One of the main things I remember from my childhood is I was never told I couldn’t do something. Several examples of this come to mind.

I don’t know how old I was. My mom and I waited in the exam room to see Dr. Balliett, an ophthalmologist at Dean A. McGee Eye Institute in Oklahoma City. I had a support wrap on my wrist. When the doctor came in, he noticed it.

“What did you do?” he asked.

“She was riding her bike and had a wreck,” Mom explained.

He looked from her to me. “She can’t ride a bike. She doesn’t see well enough.”

“Yes, I can,” I said. “And I can rollerskate too.”

Several years before this, in one of our first visits with Dr. Balliett, he explained to Mom what he wanted to do. He wanted to give me some glasses with little binoculars so I “might” be able to learn to read.
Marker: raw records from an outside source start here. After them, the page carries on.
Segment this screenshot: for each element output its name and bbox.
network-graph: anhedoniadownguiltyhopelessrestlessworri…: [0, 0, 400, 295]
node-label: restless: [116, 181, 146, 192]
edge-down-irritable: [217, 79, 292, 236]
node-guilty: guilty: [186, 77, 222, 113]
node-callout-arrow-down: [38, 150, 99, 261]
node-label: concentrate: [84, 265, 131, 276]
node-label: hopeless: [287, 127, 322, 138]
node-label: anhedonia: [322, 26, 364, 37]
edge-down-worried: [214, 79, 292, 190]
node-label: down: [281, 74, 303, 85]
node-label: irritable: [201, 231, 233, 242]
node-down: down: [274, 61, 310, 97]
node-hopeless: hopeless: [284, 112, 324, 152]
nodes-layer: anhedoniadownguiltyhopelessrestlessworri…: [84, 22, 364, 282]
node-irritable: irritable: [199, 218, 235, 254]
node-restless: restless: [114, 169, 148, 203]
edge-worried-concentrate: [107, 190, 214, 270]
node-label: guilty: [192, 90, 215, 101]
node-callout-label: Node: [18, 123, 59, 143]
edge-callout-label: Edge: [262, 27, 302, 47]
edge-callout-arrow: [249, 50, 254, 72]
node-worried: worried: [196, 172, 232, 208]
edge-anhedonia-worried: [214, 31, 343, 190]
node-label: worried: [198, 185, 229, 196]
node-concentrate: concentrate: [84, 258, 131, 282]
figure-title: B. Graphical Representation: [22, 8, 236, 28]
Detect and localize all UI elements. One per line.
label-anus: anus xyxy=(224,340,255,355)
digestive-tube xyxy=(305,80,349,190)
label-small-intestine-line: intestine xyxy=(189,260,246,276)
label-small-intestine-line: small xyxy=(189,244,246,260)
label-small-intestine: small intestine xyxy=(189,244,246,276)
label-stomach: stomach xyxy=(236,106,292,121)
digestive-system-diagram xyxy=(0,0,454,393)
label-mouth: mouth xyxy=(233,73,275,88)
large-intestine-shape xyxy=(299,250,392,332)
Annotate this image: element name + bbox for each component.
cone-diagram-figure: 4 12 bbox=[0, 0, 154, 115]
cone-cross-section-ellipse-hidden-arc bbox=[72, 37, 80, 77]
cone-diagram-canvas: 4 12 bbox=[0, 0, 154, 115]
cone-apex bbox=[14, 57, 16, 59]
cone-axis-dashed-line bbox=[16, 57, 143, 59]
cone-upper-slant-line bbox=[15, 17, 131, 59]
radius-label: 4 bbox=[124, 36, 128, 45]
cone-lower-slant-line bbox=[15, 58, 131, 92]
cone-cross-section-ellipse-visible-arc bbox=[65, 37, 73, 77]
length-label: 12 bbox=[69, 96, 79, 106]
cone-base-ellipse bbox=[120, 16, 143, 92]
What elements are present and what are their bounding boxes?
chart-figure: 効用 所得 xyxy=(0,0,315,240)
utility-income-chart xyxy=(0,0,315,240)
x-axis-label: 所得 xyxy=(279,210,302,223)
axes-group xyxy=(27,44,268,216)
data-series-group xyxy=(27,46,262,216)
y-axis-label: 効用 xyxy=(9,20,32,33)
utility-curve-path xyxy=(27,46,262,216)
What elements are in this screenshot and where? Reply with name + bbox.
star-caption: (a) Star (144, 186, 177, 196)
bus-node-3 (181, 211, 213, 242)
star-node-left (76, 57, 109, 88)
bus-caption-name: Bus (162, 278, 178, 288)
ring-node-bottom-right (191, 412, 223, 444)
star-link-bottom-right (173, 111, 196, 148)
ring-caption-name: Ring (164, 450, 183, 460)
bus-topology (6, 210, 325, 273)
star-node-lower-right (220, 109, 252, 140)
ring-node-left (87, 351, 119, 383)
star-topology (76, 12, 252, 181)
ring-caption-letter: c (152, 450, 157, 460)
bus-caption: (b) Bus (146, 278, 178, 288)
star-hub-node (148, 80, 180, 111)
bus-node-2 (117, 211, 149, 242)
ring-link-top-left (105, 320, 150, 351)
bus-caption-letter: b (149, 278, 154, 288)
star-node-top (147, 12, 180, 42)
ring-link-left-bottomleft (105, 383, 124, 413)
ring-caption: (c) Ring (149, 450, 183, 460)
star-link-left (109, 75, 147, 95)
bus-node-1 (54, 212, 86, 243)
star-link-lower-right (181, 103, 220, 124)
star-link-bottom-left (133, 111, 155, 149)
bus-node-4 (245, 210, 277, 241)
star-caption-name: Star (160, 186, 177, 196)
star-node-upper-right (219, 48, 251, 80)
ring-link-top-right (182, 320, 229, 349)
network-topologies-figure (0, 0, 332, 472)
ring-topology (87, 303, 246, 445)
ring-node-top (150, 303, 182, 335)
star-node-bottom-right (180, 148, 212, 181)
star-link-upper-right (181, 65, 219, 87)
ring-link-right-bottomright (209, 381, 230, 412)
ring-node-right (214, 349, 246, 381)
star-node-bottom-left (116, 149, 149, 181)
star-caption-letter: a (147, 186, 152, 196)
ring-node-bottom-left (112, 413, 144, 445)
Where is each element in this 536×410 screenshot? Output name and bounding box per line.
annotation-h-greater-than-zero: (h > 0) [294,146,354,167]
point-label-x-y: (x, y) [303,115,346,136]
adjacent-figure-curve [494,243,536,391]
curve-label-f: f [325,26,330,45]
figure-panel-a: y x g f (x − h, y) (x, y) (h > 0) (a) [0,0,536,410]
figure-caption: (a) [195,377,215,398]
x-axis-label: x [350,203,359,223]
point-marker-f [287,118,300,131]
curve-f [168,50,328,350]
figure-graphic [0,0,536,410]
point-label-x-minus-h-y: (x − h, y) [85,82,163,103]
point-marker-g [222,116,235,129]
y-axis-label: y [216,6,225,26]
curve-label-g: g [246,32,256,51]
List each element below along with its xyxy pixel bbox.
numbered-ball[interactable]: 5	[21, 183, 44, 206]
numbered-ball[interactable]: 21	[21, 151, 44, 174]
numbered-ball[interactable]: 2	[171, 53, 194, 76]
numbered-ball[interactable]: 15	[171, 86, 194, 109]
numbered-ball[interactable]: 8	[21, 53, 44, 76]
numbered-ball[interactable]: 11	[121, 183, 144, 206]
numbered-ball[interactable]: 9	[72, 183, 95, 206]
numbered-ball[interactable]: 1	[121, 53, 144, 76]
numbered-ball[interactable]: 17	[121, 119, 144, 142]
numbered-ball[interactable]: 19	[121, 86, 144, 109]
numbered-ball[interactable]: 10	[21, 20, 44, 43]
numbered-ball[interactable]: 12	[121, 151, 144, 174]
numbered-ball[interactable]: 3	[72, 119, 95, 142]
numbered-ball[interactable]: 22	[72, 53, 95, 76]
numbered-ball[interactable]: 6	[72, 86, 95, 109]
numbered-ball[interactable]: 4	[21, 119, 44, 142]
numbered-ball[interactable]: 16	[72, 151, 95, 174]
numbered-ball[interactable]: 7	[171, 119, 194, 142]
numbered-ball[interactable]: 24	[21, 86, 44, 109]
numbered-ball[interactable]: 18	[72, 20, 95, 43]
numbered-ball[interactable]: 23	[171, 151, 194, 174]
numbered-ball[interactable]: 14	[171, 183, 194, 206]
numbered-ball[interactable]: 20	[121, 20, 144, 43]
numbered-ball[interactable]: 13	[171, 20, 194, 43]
“But she can already read,” Mom said. “She’s one of the best readers in her class.”

I don’t think he quite believed her.

They gave me something to read for him and I did.
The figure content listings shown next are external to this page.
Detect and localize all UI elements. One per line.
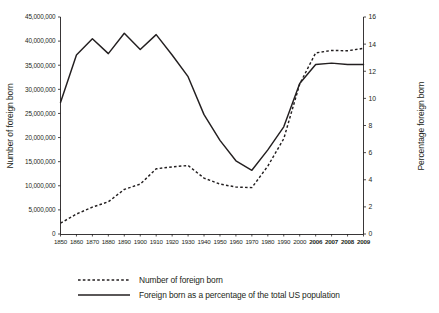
- y-axis-left-tick-label: 45,000,000: [25, 13, 56, 20]
- y-axis-right-tick-label: 8: [369, 122, 373, 129]
- series-number-foreign-born: [61, 48, 364, 223]
- y-axis-right-tick-label: 6: [369, 149, 373, 156]
- y-axis-left-tick-label: 35,000,000: [25, 62, 56, 69]
- y-axis-right-tick-label: 16: [369, 13, 377, 20]
- y-axis-left-tick-label: 15,000,000: [25, 158, 56, 165]
- x-axis-tick-labels: 1850186018701880189019001910192019301940…: [54, 238, 371, 245]
- foreign-born-line-chart: 05,000,00010,000,00015,000,00020,000,000…: [0, 0, 439, 313]
- x-axis-tick-label: 2007: [325, 238, 339, 245]
- plot-area: [61, 33, 364, 223]
- legend-label: Number of foreign born: [139, 275, 223, 285]
- x-axis-tick-label: 1890: [118, 238, 132, 245]
- y-axis-right-tick-label: 0: [369, 230, 373, 237]
- x-axis-tick-label: 1880: [102, 238, 116, 245]
- y-axis-left: 05,000,00010,000,00015,000,00020,000,000…: [5, 13, 61, 237]
- x-axis-tick-label: 1980: [261, 238, 275, 245]
- y-axis-left-tick-label: 40,000,000: [25, 37, 56, 44]
- x-axis-tick-label: 2000: [293, 238, 307, 245]
- y-axis-left-tick-label: 10,000,000: [25, 182, 56, 189]
- x-axis-tick-label: 1860: [70, 238, 84, 245]
- y-axis-right-tick-labels: 0246810121416: [369, 13, 377, 237]
- y-axis-right-tick-label: 2: [369, 203, 373, 210]
- y-axis-right-title: Percentage foreign born: [416, 81, 426, 170]
- y-axis-right-tick-label: 10: [369, 95, 377, 102]
- y-axis-left-tick-label: 20,000,000: [25, 134, 56, 141]
- y-axis-left-title: Number of foreign born: [5, 83, 15, 169]
- y-axis-left-tick-label: 25,000,000: [25, 110, 56, 117]
- y-axis-right-tick-label: 14: [369, 41, 377, 48]
- x-axis-tick-label: 1910: [150, 238, 164, 245]
- y-axis-right-tick-label: 12: [369, 68, 377, 75]
- y-axis-left-tick-labels: 05,000,00010,000,00015,000,00020,000,000…: [25, 13, 56, 237]
- x-axis-tick-label: 1940: [198, 238, 212, 245]
- chart-container: 05,000,00010,000,00015,000,00020,000,000…: [0, 0, 439, 313]
- y-axis-left-tick-label: 0: [52, 230, 56, 237]
- x-axis-tick-label: 1900: [134, 238, 148, 245]
- x-axis-tick-label: 1930: [182, 238, 196, 245]
- x-axis-tick-label: 2008: [341, 238, 355, 245]
- x-axis-tick-label: 1920: [166, 238, 180, 245]
- x-axis-tick-label: 1990: [277, 238, 291, 245]
- chart-legend: Number of foreign bornForeign born as a …: [78, 275, 340, 300]
- x-axis-tick-label: 2006: [309, 238, 323, 245]
- x-axis-tick-label: 1970: [245, 238, 259, 245]
- y-axis-right: 0246810121416 Percentage foreign born: [364, 13, 427, 237]
- series-percentage-foreign-born: [61, 33, 364, 170]
- x-axis-tick-label: 1870: [86, 238, 100, 245]
- x-axis: 1850186018701880189019001910192019301940…: [54, 234, 371, 245]
- y-axis-right-tick-label: 4: [369, 176, 373, 183]
- x-axis-tick-label: 1850: [54, 238, 68, 245]
- y-axis-left-tick-label: 5,000,000: [28, 206, 56, 213]
- x-axis-tick-label: 2009: [357, 238, 371, 245]
- y-axis-left-tick-label: 30,000,000: [25, 86, 56, 93]
- x-axis-tick-label: 1960: [229, 238, 243, 245]
- x-axis-tick-label: 1950: [213, 238, 227, 245]
- legend-label: Foreign born as a percentage of the tota…: [139, 290, 340, 300]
When I was 7 or 8 years old, I switched schools because we moved. In the gym class there was a low balance bean. I wanted to walk on it. At a parent-teacher meeting, I did. Mom walked on one side of me in case I needed her. The teacher walked on the other.

To be honest, I have no idea if this really happened like that, but it’s how I remember it. It’s possible it was part of some physical therapy I did through Children’s Hospital in Oklahoma City. It’s also quite possible that as I walked on the low beam, I held on to their hands.
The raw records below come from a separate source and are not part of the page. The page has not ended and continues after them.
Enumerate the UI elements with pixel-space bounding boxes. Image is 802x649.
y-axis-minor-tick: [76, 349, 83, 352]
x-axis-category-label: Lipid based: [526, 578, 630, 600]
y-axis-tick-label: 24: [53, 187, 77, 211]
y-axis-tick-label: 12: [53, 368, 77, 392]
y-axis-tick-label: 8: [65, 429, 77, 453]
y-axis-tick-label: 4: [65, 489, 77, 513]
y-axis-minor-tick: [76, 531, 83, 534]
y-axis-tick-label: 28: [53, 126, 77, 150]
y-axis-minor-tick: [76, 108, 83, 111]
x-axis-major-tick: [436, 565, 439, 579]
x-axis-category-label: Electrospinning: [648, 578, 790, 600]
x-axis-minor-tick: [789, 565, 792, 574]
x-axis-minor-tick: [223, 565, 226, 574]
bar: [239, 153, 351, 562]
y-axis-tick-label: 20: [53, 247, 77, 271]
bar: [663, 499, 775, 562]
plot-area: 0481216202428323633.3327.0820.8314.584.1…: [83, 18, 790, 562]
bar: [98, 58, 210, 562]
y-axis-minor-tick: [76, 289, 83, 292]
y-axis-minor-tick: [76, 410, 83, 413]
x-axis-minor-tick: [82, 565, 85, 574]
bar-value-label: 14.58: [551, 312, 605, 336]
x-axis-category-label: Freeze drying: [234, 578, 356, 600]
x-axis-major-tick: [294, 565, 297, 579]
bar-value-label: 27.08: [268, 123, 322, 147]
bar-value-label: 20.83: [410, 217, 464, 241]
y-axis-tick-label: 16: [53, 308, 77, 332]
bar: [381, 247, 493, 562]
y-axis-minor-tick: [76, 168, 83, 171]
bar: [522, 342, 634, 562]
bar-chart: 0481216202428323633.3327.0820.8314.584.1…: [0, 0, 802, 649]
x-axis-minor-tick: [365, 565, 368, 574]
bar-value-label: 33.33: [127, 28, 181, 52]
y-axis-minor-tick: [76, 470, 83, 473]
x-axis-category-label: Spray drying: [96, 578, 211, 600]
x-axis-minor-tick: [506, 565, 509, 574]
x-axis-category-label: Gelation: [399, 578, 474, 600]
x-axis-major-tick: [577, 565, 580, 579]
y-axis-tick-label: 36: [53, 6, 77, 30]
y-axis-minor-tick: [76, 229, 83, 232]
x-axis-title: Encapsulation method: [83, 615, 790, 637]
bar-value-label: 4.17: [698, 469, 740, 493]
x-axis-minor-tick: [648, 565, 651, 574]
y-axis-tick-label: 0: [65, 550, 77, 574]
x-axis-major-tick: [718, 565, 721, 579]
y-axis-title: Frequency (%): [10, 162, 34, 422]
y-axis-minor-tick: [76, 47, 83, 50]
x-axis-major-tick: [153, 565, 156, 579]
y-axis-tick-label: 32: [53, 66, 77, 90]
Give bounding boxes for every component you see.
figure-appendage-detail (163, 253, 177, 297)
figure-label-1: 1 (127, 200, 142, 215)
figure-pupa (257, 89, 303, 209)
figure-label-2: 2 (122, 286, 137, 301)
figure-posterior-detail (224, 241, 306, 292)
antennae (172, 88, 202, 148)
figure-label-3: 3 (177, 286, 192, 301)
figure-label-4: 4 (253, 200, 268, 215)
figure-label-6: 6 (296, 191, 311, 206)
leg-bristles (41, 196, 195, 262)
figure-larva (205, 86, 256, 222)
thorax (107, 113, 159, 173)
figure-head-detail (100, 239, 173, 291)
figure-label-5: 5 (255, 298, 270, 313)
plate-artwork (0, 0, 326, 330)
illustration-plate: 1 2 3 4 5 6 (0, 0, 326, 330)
There is a “can’t” that I believed. This one came from an outside source, not my parents. I was in 7th grade and enrolled in an art class as an elective in school. I remember the year going well. We sketched portraits of our classmates, learned calligraphy, and worked with watercolors.

In a lesson on contouring and shadowing, my assignment was to draw the rubber tree plant by the teacher’s office and near two large windows that let in a lot of natural light. I worked hard on that drawing. I felt proud of myself when I turned it in. By contrast, I felt crushed lower than the gravel parking lot outside the art building when I got it back.

The teacher had written in red on my precious drawing. “The shadowing on this is all over the place. You’ll never be any kind of an artist.”

What I took from that was, “You can’t draw.” And I believed it. She was, after all, an artist of some note in the area. She knew what she was talking about. Right?

I thought so.

There is one more “can’t” that is an integral part of my daily life no matter what I do and regardless of whether or not I like it.

I can’t drive.

Currently, under state law, your eyesight can’t be worse than 20/50 with correction to drive.

Mine is 20/70. In my left eye. I have light perception only in the right.

As much as I would like to, it’s not safe for me to drive. You can imagine what that was like as a 16-year-old when all of my friends were getting their permits and licenses, though.

In spite of that, I try to live my life as “What is this ‘can’t’ anyway?”

I’m the only one who gets to decide that.